The Philadelphia police department plans to fire 13 officers for advocating violence through racist, misogynistic, and homophobic social media posts about minority groups including African Americans and Muslim Americans.
Last month, 72 officers in the same department were placed on administrative duty for offensive social media posts.
In both cases, the impetus came from the Plain View Project, a research project that has compiled a database of prejudiced and violent public Facebook posts from more than 3500 verified Facebook police officer profiles.
13 Officers Suspended ‘With Intent to Dismiss'
Philadelphia Police Commissioner Richard Ross explained why the officers were being let go in an announcement on Thursday, saying that the department would be suspending the 13 officers for 30 days with the intent to fire them. Among the offensive social media posts were a meme with the words “Death to Islam,” and a post that referred to black people as “thugs,” Ross explained.
Four additional officers who posted less violent posts will be suspended for 30 days and undergo anti-bias training, while another group of officers will be suspended for five days for violating the department policy on social media.
“I continue to be very disappointed and angered by these posts, many of which violate basic human decency,” Ross said of the incident. “We need to move past this ridiculous hate that has consumed this country and has done so for centuries.”
However, these officers are far from gone: A third of them are likely to get their old jobs back. A recent op ed in the Philadelphia Inquirer has noted that, according to a data analysis, 77 of the 224 officers dismissed by the Philadelphia department since 2008 have been reinstated, due to a secretive arbitration process that tends to tip in their direction.
How It Happened
The Facebook posts that led to the officer firings can be traced back to the Plain View Project. The Project was founded in 2017 by attorney Emily Baker-White, who found a few violent posts from police officers and wanted to see how common the phenomenon was. The database covers both active and retired officers across just eight major US cities: Philadelphia, Dallas, St. Louis, Phoenix, York, Dennison, Twin Falls, and Lake County. The catalog of disturbing posts can be read on the Project's online database.
While detractors might claim that the Project is impairing police by highlighting their abuses of power, the Project argues that this is the best way to improve the reputation of American police.
“We believe that these statements could erode civilian trust and confidence in police, and we hope police departments will investigate and address them immediately,” the Project explains in a statement on its website.
Baker-White is based out of Philadelphia, so perhaps it's no wonder that 330 of the 3,500 accounts are active Philadelphia police officers.
260 of these officers are still under investigation, proving that, even if the progress may seem slow, the Plain View Project is doing something important: bringing hidden abuse into the light.
How Modern Tech Highlights Hidden Systems
Systemic racism thrives when it isn't recognized. And while countless polls and studies have made the impact of racism obvious on a nation-wide scale, it tends to be effectively invisible on a personal level.
There's often no way of knowing for certain, say, which résumé was rejected because someone was a bad candidate, and which was rejected because the applicant's name made the racist reviewer feel mildly uncomfortable. Yet when we pull back the lens, we find that black unemployment in the US has consistently remained roughly twice as high as white unemployment across the past 60 years.
It's only when an organization collects the data points that the larger trend towards racist police brutality can become clear, make headlines, and result in corrective action. Thanks to the ubiquity of social media and the poor impulse control of a few thousand police officers, the Plain View Project was able to take a step towardsÂ
As local news organizations struggle to survive, they're losing the ability to call out abuses of power. But if organizations like the Plain View Project keep collecting enough publicly available data, they can provide some of the same aid to the powerless among us who need it the most.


Requirement:
If a line holds the word "node", copy it from the entries.

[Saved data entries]
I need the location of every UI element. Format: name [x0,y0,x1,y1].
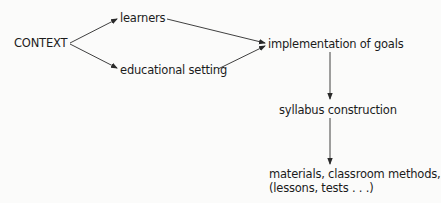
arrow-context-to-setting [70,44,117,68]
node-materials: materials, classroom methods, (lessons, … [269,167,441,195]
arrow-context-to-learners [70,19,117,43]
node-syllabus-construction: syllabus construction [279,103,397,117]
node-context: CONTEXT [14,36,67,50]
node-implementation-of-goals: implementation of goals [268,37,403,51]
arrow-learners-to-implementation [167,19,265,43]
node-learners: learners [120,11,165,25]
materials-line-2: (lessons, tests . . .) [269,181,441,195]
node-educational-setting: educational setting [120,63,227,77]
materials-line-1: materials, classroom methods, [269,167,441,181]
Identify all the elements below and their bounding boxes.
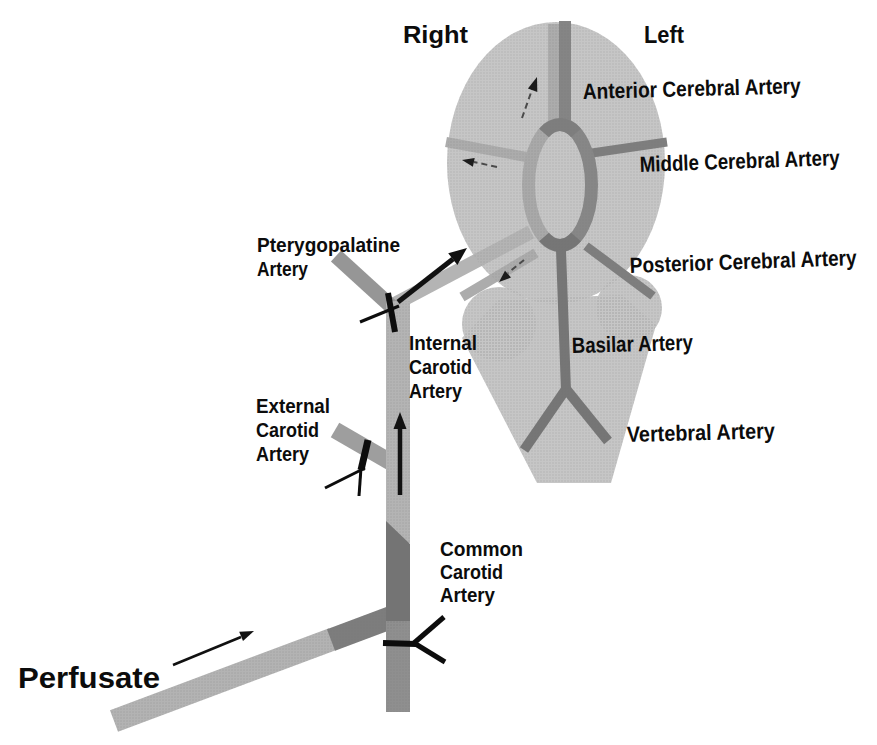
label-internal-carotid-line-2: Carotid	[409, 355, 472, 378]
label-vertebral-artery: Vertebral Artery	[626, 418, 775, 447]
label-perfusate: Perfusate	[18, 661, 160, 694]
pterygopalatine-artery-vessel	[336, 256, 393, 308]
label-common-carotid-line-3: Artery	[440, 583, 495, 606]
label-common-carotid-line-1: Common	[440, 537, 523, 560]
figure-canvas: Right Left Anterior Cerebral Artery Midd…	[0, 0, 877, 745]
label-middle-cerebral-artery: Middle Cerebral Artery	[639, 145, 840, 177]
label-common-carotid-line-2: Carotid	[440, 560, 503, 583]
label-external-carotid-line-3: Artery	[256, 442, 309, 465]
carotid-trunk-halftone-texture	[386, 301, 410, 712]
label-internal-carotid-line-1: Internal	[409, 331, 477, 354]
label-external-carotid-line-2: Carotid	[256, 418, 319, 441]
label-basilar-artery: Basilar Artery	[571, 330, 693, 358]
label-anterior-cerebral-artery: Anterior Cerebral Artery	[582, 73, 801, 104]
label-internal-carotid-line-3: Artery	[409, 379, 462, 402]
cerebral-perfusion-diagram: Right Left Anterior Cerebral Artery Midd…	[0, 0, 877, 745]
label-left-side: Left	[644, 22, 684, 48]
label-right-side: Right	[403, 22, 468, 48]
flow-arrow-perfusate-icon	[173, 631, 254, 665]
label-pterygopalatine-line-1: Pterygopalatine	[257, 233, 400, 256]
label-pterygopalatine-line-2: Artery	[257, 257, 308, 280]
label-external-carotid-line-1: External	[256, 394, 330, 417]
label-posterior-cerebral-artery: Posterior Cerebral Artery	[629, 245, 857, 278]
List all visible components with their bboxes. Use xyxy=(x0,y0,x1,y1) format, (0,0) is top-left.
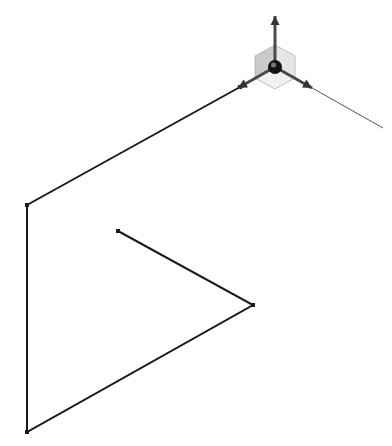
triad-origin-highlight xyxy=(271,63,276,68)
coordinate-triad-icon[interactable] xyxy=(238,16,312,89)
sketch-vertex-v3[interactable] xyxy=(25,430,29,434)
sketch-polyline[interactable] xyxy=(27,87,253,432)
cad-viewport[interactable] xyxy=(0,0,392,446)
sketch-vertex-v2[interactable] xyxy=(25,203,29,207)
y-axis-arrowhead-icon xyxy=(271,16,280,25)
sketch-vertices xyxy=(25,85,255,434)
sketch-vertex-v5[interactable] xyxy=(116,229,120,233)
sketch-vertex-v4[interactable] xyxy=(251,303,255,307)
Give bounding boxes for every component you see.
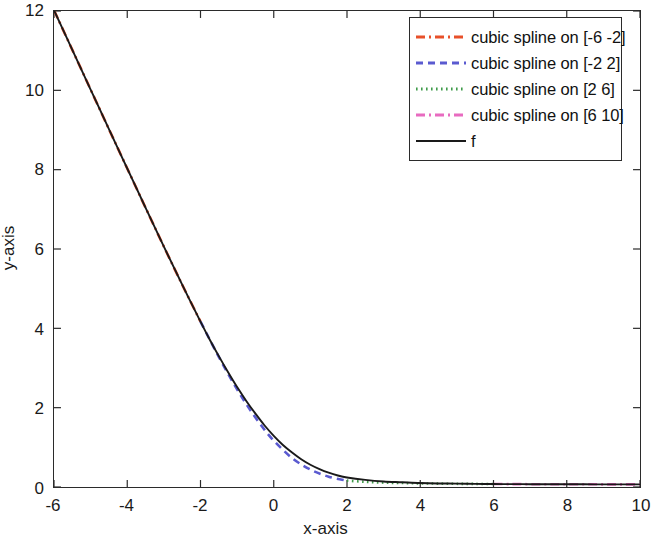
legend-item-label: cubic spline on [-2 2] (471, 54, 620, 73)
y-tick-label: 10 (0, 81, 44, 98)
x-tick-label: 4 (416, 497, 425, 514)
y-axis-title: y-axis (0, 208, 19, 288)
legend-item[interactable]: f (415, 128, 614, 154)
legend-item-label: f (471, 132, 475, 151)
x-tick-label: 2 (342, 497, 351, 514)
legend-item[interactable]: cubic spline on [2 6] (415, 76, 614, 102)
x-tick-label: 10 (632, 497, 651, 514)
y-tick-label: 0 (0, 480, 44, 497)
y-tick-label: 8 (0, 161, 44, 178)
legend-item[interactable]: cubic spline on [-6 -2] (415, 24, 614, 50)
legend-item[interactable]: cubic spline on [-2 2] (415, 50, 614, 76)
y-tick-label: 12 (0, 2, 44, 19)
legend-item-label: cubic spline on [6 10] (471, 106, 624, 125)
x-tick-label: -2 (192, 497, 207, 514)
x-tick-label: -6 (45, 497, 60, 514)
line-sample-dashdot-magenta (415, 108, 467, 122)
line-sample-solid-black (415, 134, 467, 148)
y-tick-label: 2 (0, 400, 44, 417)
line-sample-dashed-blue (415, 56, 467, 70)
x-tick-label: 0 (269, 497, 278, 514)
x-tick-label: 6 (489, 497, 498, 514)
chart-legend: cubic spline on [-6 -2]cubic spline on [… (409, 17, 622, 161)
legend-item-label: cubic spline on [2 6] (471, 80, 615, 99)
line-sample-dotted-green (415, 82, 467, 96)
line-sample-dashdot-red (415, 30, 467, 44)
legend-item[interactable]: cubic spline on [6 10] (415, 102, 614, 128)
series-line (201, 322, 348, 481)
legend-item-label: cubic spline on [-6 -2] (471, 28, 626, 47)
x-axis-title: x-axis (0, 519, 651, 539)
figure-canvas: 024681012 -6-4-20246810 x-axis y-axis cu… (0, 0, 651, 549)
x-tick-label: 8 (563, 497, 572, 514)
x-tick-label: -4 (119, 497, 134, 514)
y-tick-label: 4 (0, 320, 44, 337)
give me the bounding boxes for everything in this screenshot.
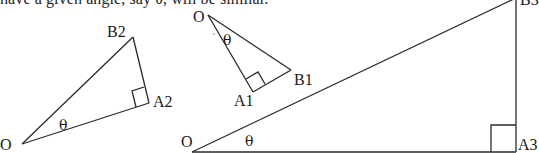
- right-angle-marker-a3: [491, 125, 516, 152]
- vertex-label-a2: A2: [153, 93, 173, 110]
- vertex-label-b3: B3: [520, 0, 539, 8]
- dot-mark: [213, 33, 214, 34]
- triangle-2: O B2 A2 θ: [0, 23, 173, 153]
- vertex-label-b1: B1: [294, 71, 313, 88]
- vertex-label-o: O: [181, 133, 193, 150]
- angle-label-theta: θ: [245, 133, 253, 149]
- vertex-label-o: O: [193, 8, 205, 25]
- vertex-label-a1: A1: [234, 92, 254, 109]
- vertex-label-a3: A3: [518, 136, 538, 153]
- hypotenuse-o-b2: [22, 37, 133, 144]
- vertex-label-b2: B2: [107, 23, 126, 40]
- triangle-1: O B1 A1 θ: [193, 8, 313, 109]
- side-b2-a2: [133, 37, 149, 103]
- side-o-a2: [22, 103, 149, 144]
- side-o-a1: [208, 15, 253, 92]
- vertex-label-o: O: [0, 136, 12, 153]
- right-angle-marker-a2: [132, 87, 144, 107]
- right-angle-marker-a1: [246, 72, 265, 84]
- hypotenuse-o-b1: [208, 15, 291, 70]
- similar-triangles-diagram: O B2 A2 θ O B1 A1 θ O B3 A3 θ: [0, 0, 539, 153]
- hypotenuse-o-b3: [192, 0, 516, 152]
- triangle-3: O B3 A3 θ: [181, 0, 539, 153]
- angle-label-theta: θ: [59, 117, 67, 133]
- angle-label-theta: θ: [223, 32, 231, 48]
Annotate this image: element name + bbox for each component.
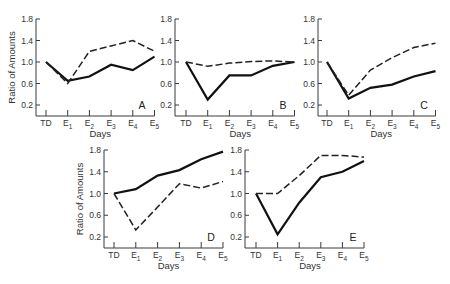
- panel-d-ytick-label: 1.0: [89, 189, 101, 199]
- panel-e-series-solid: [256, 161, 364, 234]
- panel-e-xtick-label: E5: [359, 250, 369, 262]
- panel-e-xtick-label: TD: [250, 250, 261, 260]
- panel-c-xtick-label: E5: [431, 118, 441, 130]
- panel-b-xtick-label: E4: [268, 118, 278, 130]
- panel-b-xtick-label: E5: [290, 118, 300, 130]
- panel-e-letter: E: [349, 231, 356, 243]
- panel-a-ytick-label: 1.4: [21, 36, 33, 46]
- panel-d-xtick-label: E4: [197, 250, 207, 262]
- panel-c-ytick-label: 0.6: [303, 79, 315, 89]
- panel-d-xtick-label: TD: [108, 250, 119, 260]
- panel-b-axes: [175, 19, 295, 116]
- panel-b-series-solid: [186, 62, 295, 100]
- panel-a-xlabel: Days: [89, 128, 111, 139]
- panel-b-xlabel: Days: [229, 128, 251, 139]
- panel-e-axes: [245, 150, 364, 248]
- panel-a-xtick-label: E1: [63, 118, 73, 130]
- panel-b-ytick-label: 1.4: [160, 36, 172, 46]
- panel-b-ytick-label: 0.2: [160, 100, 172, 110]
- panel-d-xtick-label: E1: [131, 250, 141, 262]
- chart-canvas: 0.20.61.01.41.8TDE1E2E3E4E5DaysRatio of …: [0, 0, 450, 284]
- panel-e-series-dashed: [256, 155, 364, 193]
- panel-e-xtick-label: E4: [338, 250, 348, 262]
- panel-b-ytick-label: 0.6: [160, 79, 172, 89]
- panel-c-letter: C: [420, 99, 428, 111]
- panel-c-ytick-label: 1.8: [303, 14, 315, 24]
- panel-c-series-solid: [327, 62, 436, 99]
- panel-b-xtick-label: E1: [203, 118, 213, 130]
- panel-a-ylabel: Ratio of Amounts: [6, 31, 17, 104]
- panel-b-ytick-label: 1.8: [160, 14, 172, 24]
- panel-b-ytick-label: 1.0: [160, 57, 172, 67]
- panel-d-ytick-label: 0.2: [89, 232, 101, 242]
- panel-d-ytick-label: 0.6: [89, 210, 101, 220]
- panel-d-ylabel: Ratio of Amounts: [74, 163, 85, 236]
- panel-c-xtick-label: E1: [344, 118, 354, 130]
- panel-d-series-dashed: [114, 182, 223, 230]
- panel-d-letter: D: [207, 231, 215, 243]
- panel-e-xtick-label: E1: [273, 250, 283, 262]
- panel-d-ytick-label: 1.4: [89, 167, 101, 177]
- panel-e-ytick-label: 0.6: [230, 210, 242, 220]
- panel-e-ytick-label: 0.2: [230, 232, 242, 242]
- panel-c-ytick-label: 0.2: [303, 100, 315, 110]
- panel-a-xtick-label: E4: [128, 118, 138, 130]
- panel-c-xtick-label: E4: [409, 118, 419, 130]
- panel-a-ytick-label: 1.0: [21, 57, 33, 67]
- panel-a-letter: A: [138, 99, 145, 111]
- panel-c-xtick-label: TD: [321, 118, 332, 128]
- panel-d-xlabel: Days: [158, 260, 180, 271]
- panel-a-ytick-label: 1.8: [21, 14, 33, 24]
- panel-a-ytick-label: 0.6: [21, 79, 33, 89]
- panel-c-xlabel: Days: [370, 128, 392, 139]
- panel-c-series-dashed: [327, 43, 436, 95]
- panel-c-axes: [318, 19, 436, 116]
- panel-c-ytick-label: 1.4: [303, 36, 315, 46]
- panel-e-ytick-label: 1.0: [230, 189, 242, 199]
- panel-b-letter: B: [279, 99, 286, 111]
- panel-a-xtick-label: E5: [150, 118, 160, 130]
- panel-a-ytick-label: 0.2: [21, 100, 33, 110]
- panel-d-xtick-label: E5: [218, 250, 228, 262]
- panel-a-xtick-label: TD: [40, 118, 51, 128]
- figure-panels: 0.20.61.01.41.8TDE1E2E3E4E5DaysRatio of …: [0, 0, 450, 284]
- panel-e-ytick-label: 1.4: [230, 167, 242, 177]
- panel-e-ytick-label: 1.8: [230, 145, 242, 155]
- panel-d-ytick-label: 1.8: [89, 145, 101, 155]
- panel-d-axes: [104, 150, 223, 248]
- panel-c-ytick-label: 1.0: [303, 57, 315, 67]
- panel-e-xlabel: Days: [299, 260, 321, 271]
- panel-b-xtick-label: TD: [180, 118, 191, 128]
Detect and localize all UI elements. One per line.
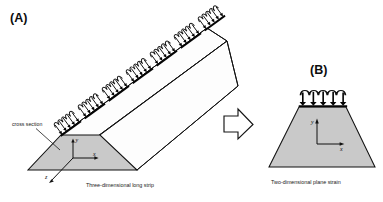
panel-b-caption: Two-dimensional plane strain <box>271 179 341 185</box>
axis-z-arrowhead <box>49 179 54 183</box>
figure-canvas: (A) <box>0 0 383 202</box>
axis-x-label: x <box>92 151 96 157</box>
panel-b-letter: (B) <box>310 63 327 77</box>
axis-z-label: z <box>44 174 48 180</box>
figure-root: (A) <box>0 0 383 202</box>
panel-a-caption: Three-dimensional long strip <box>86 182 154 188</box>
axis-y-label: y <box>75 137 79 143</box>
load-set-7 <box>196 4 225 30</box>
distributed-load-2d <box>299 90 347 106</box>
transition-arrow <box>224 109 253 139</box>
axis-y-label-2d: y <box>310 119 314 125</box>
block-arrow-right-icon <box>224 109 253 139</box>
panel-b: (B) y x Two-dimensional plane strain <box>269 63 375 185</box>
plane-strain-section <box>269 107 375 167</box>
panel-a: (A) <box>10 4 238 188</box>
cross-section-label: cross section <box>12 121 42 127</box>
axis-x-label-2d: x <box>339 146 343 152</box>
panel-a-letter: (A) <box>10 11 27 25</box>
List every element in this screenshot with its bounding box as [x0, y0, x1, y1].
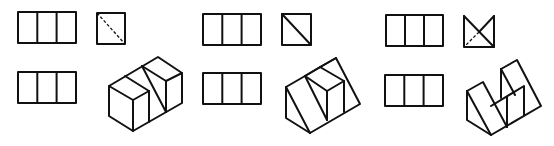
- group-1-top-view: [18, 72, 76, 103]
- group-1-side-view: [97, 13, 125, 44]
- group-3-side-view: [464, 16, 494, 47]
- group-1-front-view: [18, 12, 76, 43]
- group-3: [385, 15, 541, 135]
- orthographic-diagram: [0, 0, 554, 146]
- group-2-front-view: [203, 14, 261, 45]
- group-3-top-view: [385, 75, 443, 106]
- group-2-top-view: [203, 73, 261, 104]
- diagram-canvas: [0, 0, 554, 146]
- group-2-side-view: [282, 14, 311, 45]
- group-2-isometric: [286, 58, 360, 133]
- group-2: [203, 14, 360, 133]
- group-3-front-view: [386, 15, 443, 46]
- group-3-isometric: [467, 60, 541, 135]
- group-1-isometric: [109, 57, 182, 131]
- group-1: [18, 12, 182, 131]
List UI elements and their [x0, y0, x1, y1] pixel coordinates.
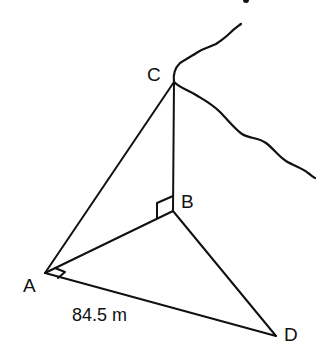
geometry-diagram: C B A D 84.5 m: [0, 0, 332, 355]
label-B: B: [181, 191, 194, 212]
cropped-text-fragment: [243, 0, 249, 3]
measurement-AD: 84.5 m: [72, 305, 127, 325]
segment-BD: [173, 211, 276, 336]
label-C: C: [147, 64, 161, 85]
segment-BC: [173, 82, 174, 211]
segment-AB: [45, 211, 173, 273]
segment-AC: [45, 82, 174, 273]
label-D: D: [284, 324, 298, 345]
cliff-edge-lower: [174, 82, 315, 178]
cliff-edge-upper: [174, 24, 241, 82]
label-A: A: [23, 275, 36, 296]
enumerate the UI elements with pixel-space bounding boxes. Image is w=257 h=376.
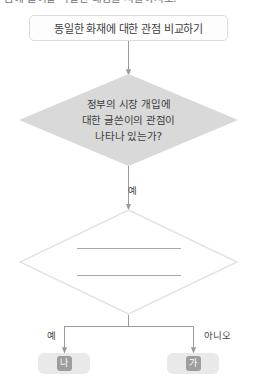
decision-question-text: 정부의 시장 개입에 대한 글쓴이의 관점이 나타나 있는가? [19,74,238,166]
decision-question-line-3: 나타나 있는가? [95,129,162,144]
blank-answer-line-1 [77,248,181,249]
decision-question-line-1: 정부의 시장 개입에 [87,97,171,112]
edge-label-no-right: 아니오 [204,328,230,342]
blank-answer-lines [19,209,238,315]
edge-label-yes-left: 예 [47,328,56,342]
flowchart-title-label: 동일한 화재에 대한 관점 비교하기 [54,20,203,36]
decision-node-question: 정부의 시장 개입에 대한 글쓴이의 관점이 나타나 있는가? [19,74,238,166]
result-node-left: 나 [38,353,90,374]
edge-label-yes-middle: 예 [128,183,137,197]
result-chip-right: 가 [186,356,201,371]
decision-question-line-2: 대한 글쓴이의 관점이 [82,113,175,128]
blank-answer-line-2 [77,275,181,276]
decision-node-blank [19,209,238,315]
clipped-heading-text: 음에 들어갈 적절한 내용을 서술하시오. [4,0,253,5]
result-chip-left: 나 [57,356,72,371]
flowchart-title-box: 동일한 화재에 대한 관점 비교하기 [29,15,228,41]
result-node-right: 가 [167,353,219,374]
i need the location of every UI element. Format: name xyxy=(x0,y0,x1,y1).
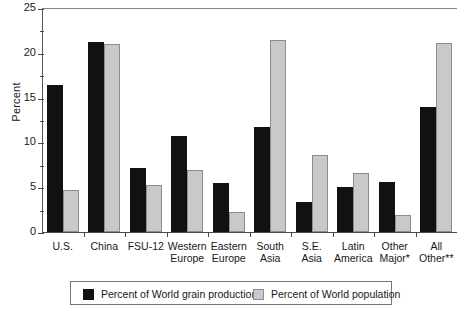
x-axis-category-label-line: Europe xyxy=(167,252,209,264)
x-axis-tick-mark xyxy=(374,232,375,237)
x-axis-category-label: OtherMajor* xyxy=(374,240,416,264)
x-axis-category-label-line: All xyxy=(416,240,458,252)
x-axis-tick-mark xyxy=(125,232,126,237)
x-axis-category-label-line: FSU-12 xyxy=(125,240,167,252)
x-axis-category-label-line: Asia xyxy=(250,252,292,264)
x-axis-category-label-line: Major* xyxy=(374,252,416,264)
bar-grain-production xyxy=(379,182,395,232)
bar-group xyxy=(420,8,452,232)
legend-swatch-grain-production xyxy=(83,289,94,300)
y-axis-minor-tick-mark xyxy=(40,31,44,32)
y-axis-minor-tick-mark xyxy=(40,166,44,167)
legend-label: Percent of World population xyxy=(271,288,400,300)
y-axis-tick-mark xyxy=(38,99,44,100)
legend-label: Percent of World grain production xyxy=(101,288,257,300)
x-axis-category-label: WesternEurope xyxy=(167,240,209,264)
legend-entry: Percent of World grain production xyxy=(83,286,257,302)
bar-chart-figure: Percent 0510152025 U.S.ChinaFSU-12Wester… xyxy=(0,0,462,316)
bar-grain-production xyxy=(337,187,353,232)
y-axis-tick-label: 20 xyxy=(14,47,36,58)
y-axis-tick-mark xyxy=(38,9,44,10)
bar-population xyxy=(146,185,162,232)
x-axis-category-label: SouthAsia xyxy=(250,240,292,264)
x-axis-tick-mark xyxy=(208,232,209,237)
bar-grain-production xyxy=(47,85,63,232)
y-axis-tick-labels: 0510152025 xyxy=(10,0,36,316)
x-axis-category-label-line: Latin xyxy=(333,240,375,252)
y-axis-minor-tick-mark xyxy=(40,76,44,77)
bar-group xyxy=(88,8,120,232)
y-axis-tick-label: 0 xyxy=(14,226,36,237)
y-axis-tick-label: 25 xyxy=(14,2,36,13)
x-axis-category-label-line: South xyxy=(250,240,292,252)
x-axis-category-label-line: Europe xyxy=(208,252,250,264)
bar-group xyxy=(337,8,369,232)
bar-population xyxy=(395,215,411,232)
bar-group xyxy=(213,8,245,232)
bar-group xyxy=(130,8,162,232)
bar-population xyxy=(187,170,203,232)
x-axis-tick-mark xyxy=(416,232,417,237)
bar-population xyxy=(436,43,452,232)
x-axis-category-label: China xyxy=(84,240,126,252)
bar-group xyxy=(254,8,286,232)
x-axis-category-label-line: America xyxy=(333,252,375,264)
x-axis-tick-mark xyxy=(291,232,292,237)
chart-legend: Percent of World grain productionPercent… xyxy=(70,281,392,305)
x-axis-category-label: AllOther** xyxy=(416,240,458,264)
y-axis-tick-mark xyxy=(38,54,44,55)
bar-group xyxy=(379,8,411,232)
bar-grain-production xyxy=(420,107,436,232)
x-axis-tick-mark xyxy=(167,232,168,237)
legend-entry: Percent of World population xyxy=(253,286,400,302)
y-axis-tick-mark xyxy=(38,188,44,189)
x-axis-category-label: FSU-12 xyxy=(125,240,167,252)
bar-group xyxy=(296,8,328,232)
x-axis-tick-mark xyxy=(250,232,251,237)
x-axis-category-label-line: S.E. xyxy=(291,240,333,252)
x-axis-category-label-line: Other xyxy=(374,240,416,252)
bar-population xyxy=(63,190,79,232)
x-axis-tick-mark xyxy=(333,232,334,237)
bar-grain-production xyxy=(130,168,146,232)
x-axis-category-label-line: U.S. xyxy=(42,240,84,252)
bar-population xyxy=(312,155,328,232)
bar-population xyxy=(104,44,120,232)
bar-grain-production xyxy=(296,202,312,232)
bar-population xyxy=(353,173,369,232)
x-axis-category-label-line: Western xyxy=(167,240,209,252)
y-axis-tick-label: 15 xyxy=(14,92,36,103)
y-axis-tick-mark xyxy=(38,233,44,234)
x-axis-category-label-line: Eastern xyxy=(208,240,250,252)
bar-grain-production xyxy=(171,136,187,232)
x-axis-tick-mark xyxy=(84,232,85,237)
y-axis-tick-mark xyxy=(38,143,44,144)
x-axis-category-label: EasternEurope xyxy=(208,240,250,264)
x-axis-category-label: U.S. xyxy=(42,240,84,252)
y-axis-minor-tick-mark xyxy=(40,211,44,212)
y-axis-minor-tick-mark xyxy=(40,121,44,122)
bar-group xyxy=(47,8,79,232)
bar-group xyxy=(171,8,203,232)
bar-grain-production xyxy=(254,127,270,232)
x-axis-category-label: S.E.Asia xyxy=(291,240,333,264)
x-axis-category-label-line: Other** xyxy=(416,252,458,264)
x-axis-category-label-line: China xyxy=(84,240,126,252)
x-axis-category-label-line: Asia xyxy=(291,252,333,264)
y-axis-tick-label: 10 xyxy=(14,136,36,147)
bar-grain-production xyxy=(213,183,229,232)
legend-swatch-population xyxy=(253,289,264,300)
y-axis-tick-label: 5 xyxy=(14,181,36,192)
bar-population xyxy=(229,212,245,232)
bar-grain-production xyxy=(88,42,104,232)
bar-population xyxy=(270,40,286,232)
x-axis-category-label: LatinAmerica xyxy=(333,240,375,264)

Answer section:
node-materials: materials, classroom methods, (lessons, … [269,167,441,195]
node-syllabus-construction: syllabus construction [279,103,397,117]
node-context: CONTEXT [14,36,67,50]
node-implementation-of-goals: implementation of goals [268,37,403,51]
node-learners: learners [120,11,165,25]
node-educational-setting: educational setting [120,63,227,77]
decision-node-question: 정부의 시장 개입에 대한 글쓴이의 관점이 나타나 있는가? [19,74,238,166]
result-node-left: 나 [38,353,90,374]
decision-node-blank [19,209,238,315]
result-node-right: 가 [167,353,219,374]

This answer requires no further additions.